MAYO AGRICULTURE

Wheat is grown in the southern and champaign parts; potatoes, oats, barley, and flax in the more elevated districts. But the greater portion of the latter division is under pasture, as the grass is found to be suitable for rearing young cattle, though it is not rich enough to fatten them. The farms in the grazing districts are in size from 100 to 500 acres. The general term of a lease is one life, or 21 years; a non-alienation clause is common; and latterly another has been occasionally introduced, by which a stipulated allowance is to be made to the tenant out of the reserved rent, for every acre of land reclaimed.

The manures are limestone gravel, especially for reclaiming bog and mountain; limestone, which is very general, and used wherever a supply of fuel for burning it can be had; composts of bog mould and farm manure; and, near the sea-coast, shell-sand and weed. Paring and burning is very prevalent, notwithstanding the penalties inflicted on the practice by act of parliament; the land, when so treated, produces tolerable crops for a few years, but is afterwards barren for a considerable length of time. When burning has been repeated three or four times, it has been found necessary to renovate the soil by a coat of bog mixed with earth or farm rubbish. In reclaiming bog, which is done by limestone gravel to the thickness of an inch, or by white marl, it is observed that when the heath dies, as it does in about three years, daisies and white clover shew themselves, indicating that the land is fit for tillage.

The plough is an implement little used in the boggy and mountainous parts; the long narrow spade, which supplies its place, is called a "loy." In Erris a spade of still more unusual construction is found to answer best in light sandy soils: it consists of two iron blades, each about three inches broad, with a space of an inch and a half between them, fixed on a two-forked shaft like two loys. The old and clumsy agricultural implements are rapidly giving way to those of a more improved description; the slide car is nearly extinct even in the mountains. Yet still the cottiers' implements are mostly limited to the spade and sickle, and the manure is carried to the field and the produce to market in wicker panniers on horses' backs or on the shoulders of women. In general, the ploughing is too light and the sowing too late in the season, hence the harvest of every kind of crop requires the farmer's attention simultaneously. Wheat is cultivated to some extent, but potatoes and oats are the main crops; green crops are more frequent than formerly: flax is raised only on the headlands or corners of a field for domestic use.

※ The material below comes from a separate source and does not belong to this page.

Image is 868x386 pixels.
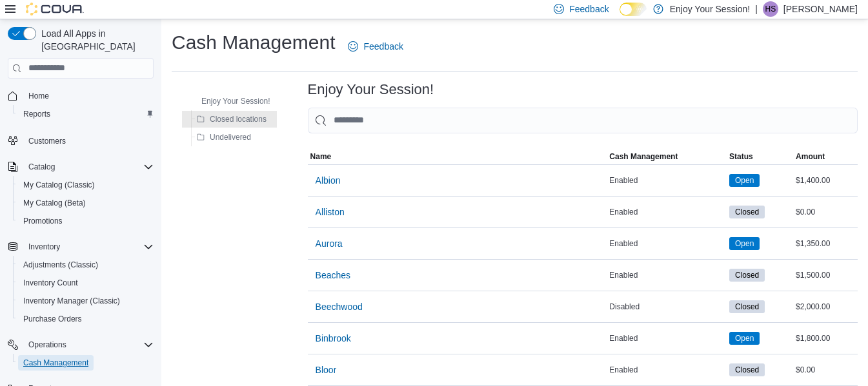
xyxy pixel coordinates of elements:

The most favourite breed of horned cattle is a cross between the old Leicester and the native stock; but the native cow is still preferred in the upland districts. The sheep are not equal to those of the adjoining counties. In the mountains a useful hardy race of horses is found; in the lowland districts the horses are remarkably good for the saddle and of superior action. Pigs do not enter into the rural economy of the small farmer to the same extent as in other counties. Dairies are neither numerous nor extensive, the rearing of young cattle being the more general occupation. The fences are dry stone walls formed by collecting the numerous loose stones off the land, but in Clanmorris and Kilmaine they are good ditches faced with quicksets.

Draining and irrigation are little practised, though the soil and the command of water is favourable to both. So late as 1675, the county was well wooded, and had then three extensive forests, at Barnagee, Cappough, and Liscullen; but even the vestiges of these have been swept away, and the last extensive wood of the county, that of Glanmurra, on the shores of Killery bay, was felled in the winters of 1778 and 1779.

Natural oaks grow also on all the hills in the Barnagee mountains, and are kept down only by the browsing of the cattle. It has also been ascertained that bogs of an altitude too great to admit of profitable cultivation are capable of producing timber by planting and fencing. The most remarkable range of woods at present is round the base of Croagh Patrick mountain, following the windings of the Brackloon river.

The Marquess of Sligo has planted to a large extent and with great prospect of remuneration in the neighbourhood of Westport. In general the baronies of Tyrawley, Burrishoole, Gallen, and Costello, are nearly bare of timber; in Murrisk it abounds, chiefly on the Marquess of Sligo's property, as also in Clanmorris, which exhibits some woods of fine full-grown timber: but in Carragh the plantations are few.